One afternoon, when he'd been riding over to see the Scrivens, Eric had had an idea which he'd later tried to put into a poem. Chapel Bridge and Gatesley were like the two poles of a magnet. Chapel Bridge—the blank asphalt and brick village, his village, clean, urban, dead—he called the negative pole. Gatesley—their village, lying so romantically in the narrow valley, its grey stone cottages surrounded by the sloping moors—that was the positive pole. And if you rode over from Chapel Bridge to Gatesley, from Gatesley back to Chapel Bridge, you were like a pin on a bit of metal filing, being drawn first by one pole, then by the other. That was where the poem had broken down, because a pin would never move between the poles at all, but fly to one and stick there. Also, "magnet" is
an awkward-sounding word to get into a sonnet. Anyhow, Eric had the sensation, although he couldn't express it as well as he would have liked. As he climbed the hill to the waterworks he felt the strong negative pull of Chapel Bridge trying to drag him backwards like a harness. The Hall was behind it. His mother. All the morning's scruples. The War Memorial itself. But as he passed the waterworks, as he climbed the hill to Ridge top, the field strength of Chapel Bridge grew weaker. Weaker it grew, until the neutral point was reached, the farm which stood at the last corkscrew of the road. A few yards more, and the faint pull of Gatesley could already be felt. And now Aunt Mary and Maurice and Anne were drawing him forward, so that it seemed no effort to jump on to his bicycle and pedal up the last of the slope.
From the Ridge you could see right out across Cheshire—on a clear day, to the mountains. At night, the lights of Manchester, Stockport and Hyde were sprinkled over the north-western plain, seemed sometimes to quiver and move in the tremendous cataract of air pouring over the hills. And when there had been a snowfall, Kinder Scout looked awful and lonely with black outcrops of rock, under a bare sky. One year the Downfall had frozen to an enormous icicle, reflecting the red sun. Stone walls criss-crossed the wild, bleak country spreading towards Macclesfield Forest and the
Peak.
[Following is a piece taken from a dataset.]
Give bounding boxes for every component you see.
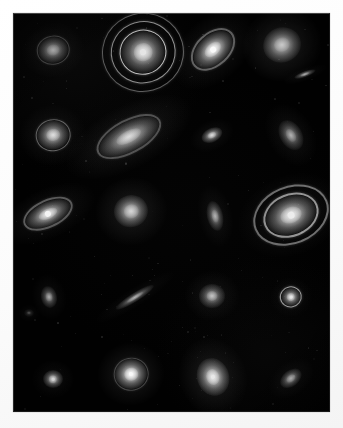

Maurice had become an expert on ordnance maps, and though he seldom walked further than he could help, he reeled off, within a few months of coming to Gatesley, names which Eric had never heard, fascinating him: Hoo Moor, Flash, Stoop, Adder's Green. At the top of the Ridge it was always cool; though Cheshire lay trembling in haze. Eric got off his bicycle for a few moments, liking to stand there, feeling on one hand the lonely country of cart-roads, broken sign-posts, stone farms and walls, on the other the solemn wilderness of tram-lines and brick and the tall mills scribbling the sky with their smoke.